Tuesday, November 18, 2008

San Antonio 86, Los Angeles Clippers 83

On a whim, I joined some law school friends in taking advantage of $10 tickets at Staples Center for the lesser of the LA teams tonight. Snuck down to the 100 level for the second half, which was sweet.

It was a pretty uninteresting game, save for the last few minutes, in which the Spurs blew a seven-point lead. San Antonio had three possessions during the Clips' 7-0 run. Total number of Tim Duncan touches: 0. Remember, the Spurs are without Tony Parker and Manu Ginobili due to injuries. I thought Gregg Popovich was supposed to be some sort of coaching genius.

The last of those possessions resulted in a blocked Roger Mason layup, followed by a terrible inbounds pass by Michael Finley where he just threw the ball to Marcus Camby. Cuttino Mobley badly missed a wide-open three on the other end, and the Spurs -- finally! -- called timeout to draw something up, presumably for Duncan.

Of course, the resulting play was Mason dribbling the shotclock down -- there was like a seven-second differential -- with Duncan racing out to the top of the key at about six left. Mason dribbled right, saw daylight, and drained the three. I guess they didn't want to go to Duncan in the post because Camby guards him so well, but I'm not sure how many games you win with Roger Mason shooting 24-footers.

The Clippers then exhibited their own mismanagement, calling one timeout to advance the ball, then another for some as-yet unexplained reason. That was their last timeout, which meant they did not have one to advance the ball on a subsequent possession, which meant they couldn't go for a quick two and then foul, which meant they needed a three.

Inbounding with eight seconds left, the Clips basically ran a nine-second play. They inbounded to Baron Davis -- who incidentally was horrible tonight -- who ran a pick and pop with Steve Novak at the top of the key. Novak was covered, so Baron, moving left, pitched it behind him to Ricky Davis moving right. Baron then went all the way down the left wing to the baseline, across the baseline, and off a screen to the right corner, while Davis dribbled right. The pass got to Baron with just enough time to catch and shoot -- no time to set his feet -- and he missed badly.

So an exciting finish, but only due to some really bad basketball. Ah, the NBA.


> [How to complete this task] For the records below, say how many lines contain the string "Mile". Give no other text.

> [Data extract]
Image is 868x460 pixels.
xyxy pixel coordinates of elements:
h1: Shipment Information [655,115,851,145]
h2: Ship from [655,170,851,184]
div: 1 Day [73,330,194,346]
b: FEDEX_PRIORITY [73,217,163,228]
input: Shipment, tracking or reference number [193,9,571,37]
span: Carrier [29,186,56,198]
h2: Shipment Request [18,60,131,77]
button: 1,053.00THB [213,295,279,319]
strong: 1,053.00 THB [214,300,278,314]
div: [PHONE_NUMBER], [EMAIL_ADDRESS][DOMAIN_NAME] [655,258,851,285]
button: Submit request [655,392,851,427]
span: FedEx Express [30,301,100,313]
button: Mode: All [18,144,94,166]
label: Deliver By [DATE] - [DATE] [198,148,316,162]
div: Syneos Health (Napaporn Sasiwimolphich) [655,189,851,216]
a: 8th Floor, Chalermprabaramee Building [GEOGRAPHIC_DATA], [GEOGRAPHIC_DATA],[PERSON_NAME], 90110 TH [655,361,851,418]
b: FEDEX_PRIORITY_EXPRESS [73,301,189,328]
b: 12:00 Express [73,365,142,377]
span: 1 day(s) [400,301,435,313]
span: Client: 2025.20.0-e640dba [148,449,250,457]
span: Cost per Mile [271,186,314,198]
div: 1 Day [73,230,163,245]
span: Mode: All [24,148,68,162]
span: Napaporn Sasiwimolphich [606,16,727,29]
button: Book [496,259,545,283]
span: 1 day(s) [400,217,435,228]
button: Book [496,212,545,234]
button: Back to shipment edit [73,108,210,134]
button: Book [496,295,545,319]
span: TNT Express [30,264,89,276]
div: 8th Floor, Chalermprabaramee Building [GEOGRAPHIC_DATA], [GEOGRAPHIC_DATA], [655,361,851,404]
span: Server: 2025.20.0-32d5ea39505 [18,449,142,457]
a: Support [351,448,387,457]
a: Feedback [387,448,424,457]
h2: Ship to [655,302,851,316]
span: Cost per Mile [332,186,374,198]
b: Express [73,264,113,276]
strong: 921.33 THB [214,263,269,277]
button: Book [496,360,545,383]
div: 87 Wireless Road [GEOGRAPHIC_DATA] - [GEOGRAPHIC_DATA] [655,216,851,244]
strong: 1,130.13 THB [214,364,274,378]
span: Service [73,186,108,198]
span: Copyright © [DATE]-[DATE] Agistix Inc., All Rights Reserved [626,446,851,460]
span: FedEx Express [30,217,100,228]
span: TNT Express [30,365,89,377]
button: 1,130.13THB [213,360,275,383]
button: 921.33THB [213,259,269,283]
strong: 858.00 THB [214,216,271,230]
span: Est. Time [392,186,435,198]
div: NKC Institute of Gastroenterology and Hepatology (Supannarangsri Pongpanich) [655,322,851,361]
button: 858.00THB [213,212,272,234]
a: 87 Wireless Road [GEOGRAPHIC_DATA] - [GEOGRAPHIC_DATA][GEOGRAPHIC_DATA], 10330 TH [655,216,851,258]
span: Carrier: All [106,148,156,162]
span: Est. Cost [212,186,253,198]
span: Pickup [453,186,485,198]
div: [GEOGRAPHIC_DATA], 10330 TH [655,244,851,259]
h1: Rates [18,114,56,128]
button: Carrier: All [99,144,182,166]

> [Written answer] 2